Tech

Frost & Sullivan Highlights Cooling as a Strategic Imperative in the AI Era in New Data Centre Whitepaper

AI data centers are now burning through 20–30 MW per rack, forcing operators to abandon air-cooled CRAC units in favor of direct-to-chip liquid loops and immersion tanks that slash PUE below 1.1. The shift is turning cooling from a facilities afterthought into a front-end design constraint, with NVIDIA’s Blackwell GPUs and AMD’s MI400 accelerators shipping only with factory-qualified cold-plate manifolds.

Data centre operators are facing unprecedented thermal stress due to increasing AI-driven computing demand. As a result, cooling is rapidly evolving from a background facilities function into a strategic enabler of performance, scalability, and long-term competitiveness.

Overview

Frost & Sullivan's latest whitepaper, Strategic Cooling for the AI Era, highlights the importance of cooling in modern data centres. The whitepaper notes that AI training, inference workloads, hyperscale cloud expansion, edge computing, and high-performance computing are accelerating globally, leading to rising rack densities, increasing energy consumption, and growing pressure to improve sustainability and operational resilience.

What it does

The whitepaper explores how organisations are adopting advanced liquid cooling architectures, direct-to-chip systems, higher-capacity coolant distribution units (CDUs), and next-generation thermal management strategies to support dense AI infrastructure deployments. Emerging technologies such as two-phase cooling, microchannel architectures, and advanced fluid management approaches are expected to play a significant role in the future.

The analysis highlights several major industry shifts shaping the market, including the growing adoption of liquid cooling and direct-to-chip architectures, alongside rising operational demands created by AI-driven thermal density. The study also examines the increasing importance of reliability engineering, leak management, and redundancy-by-design, as well as the growing influence of ESG objectives and water stewardship on cooling strategy.

Tradeoffs

Cooling investment decisions are increasingly tied to broader infrastructure priorities, including uptime, energy optimisation, deployment scalability, and sustainability performance. As AI infrastructure begins to resemble industrial-scale thermal systems, the competitive landscape will favour organisations capable of aligning cooling architecture with long-term operational, financial, and environmental objectives.

In conclusion, cooling innovation will become a defining factor in the future competitiveness of hyperscalers, cloud providers, colocation operators, OEMs, and component suppliers as AI-driven infrastructure continues to scale globally. The whitepaper outlines emerging growth opportunities across the cooling ecosystem, including CDU-centric reliability packages, advanced monitoring and filtration solutions, two-phase readiness, and integrated thermal management platforms.

Practical takeaway: Data centre operators should prioritise cooling as a strategic imperative in the AI era, adopting advanced liquid cooling architectures and next-generation thermal management strategies to support dense AI infrastructure deployments and improve sustainability and operational resilience.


Your goal = The records below must be output exactly, without pictures.
START Supplied data
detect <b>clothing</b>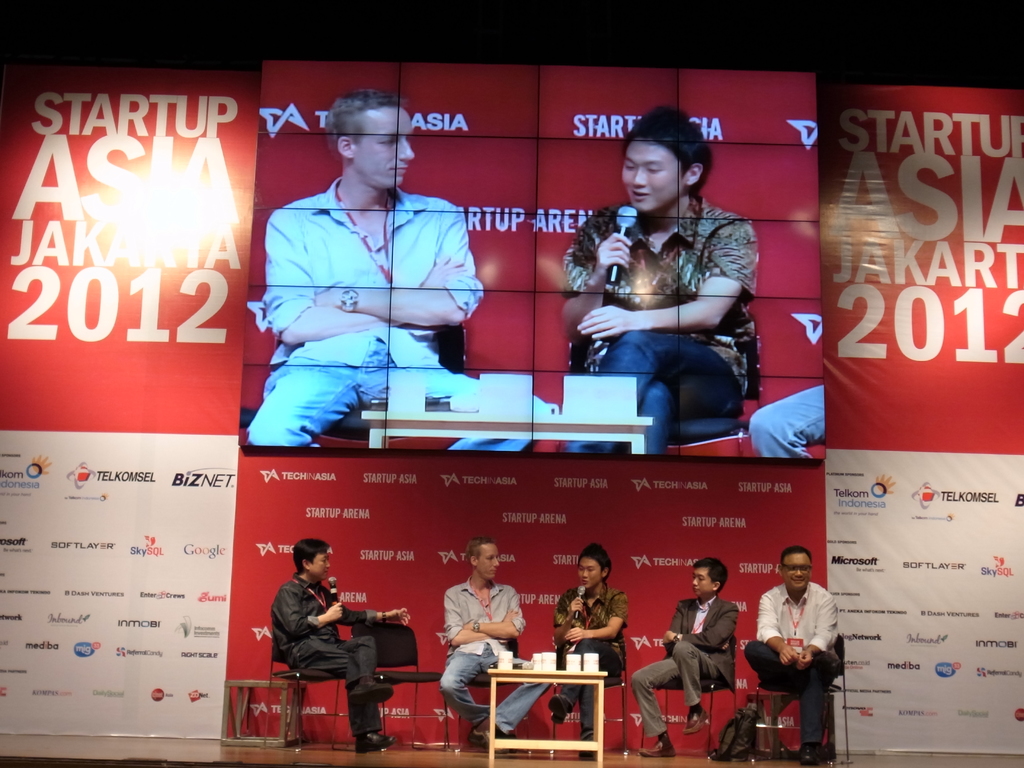
[x1=739, y1=548, x2=826, y2=690]
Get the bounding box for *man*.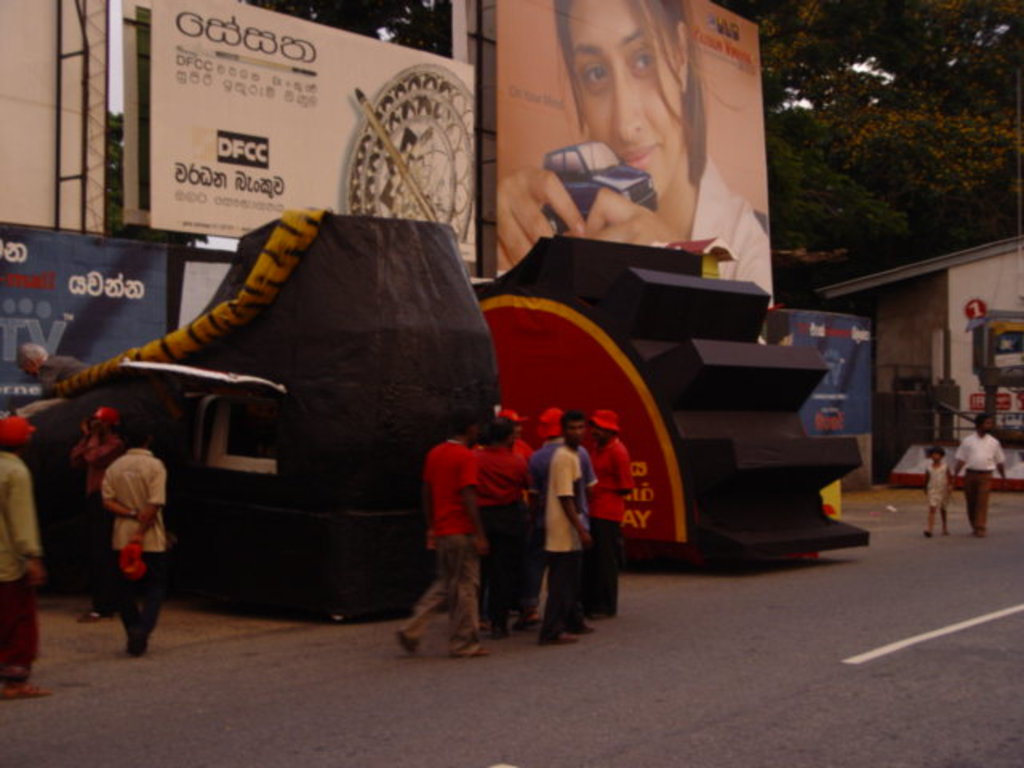
[75, 402, 130, 618].
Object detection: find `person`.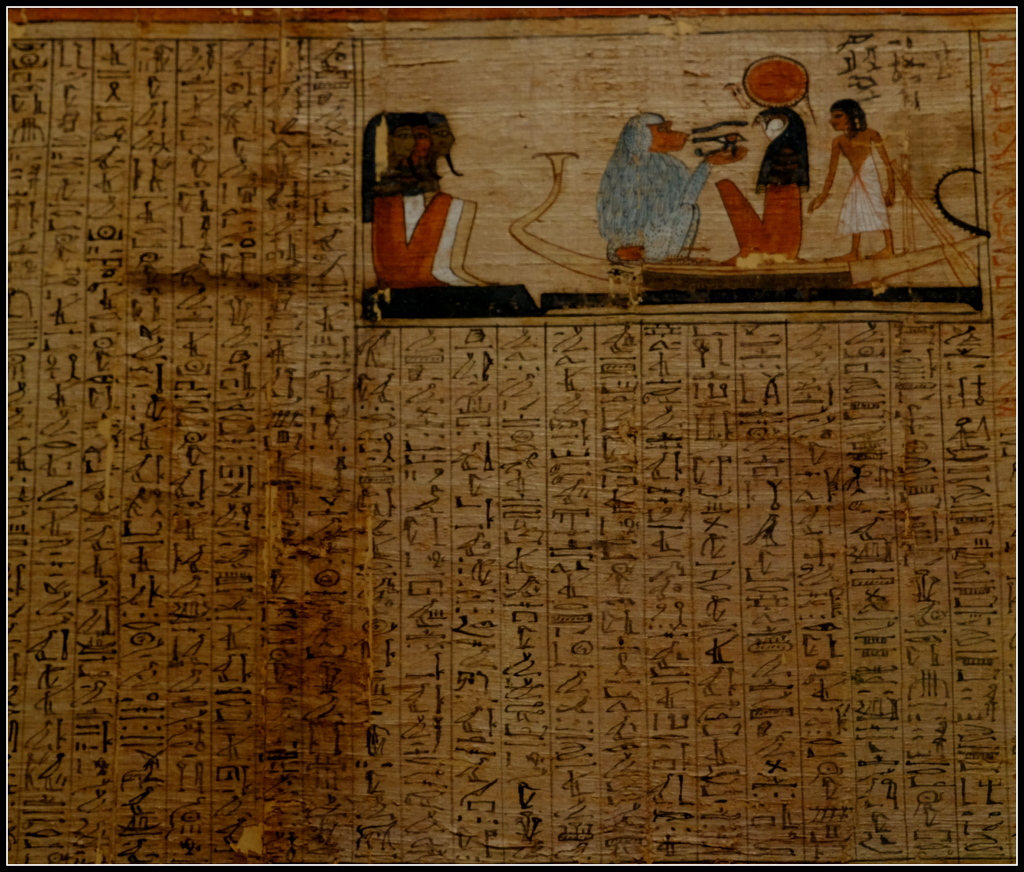
bbox(731, 117, 807, 249).
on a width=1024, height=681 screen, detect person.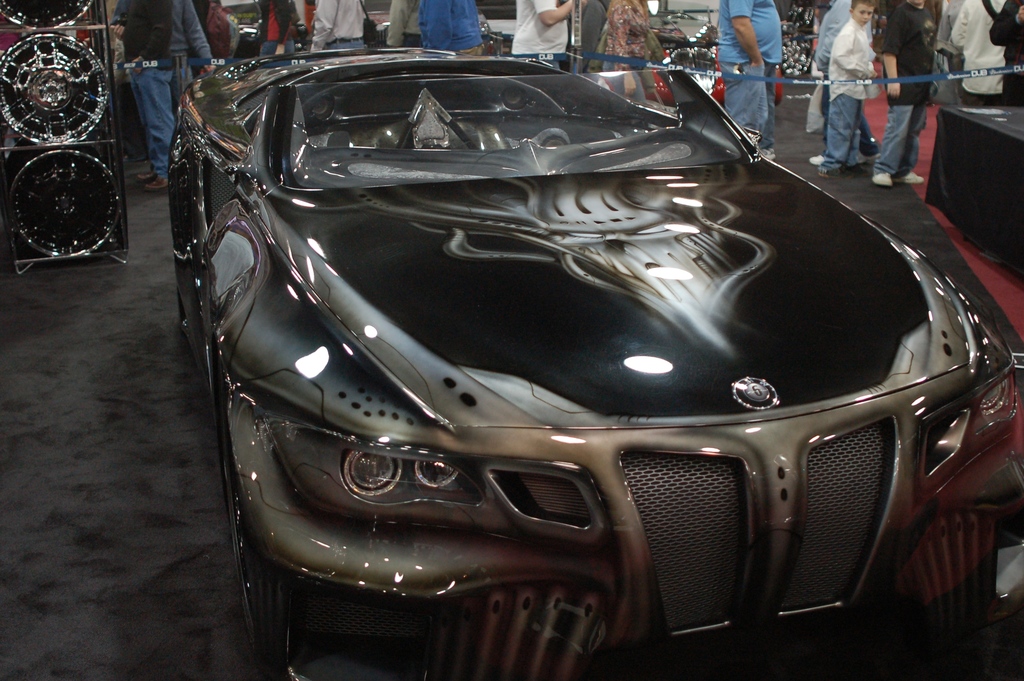
BBox(385, 0, 426, 49).
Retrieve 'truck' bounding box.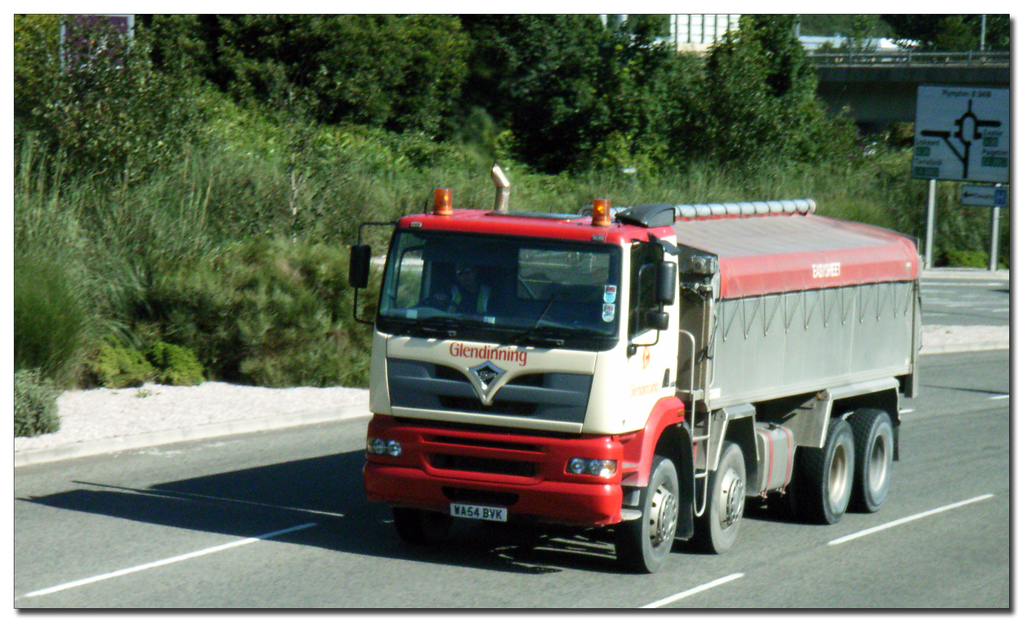
Bounding box: Rect(363, 182, 910, 587).
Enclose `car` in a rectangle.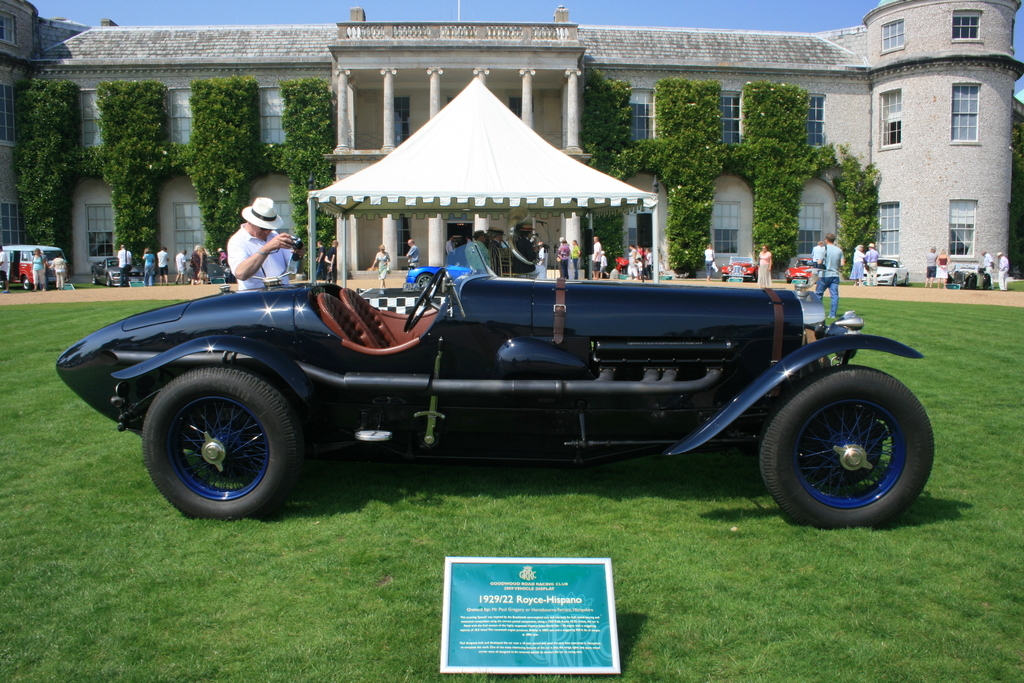
785 251 815 280.
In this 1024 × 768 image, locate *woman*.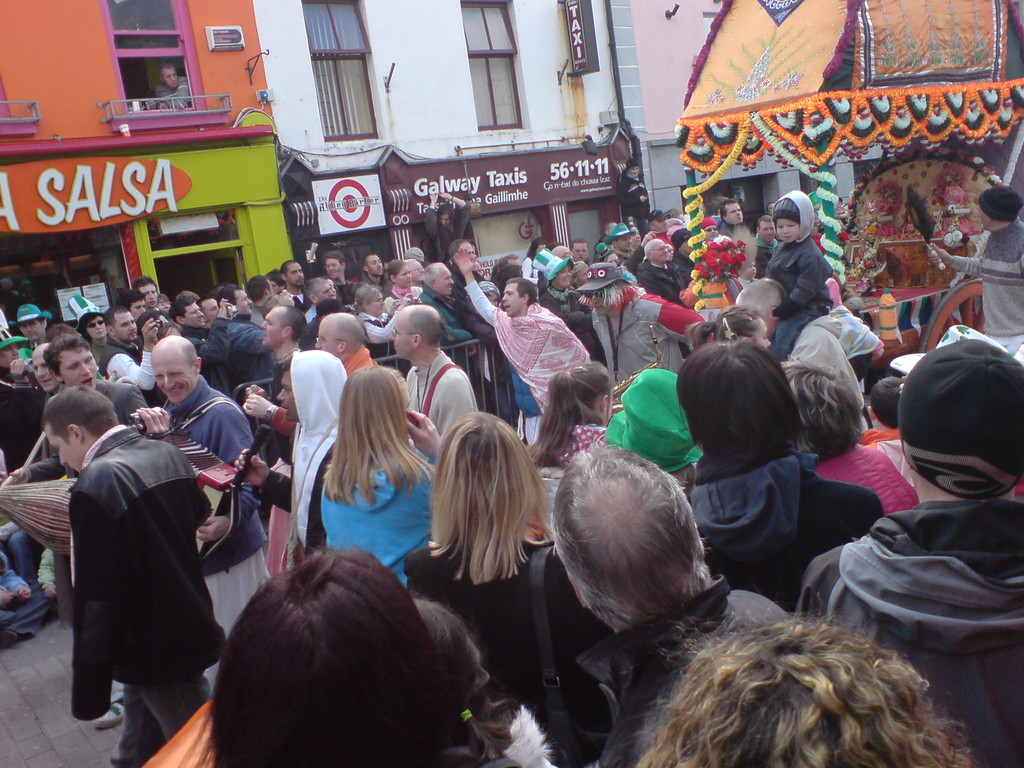
Bounding box: pyautogui.locateOnScreen(701, 217, 719, 241).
END Supplied data
Your solution =
detect <b>clothing</b>
[x1=739, y1=548, x2=826, y2=690]
Get the bounding box for *man*.
[75, 402, 130, 618].
Object detection: find `person`.
bbox(731, 117, 807, 249).
on a width=1024, height=681 screen, detect person.
BBox(385, 0, 426, 49).
Retrieve 'truck' bounding box.
Bounding box: Rect(363, 182, 910, 587).
Enclose `car` in a rectangle.
785 251 815 280.
In this 1024 × 768 image, locate *woman*.
Bounding box: pyautogui.locateOnScreen(701, 217, 719, 241).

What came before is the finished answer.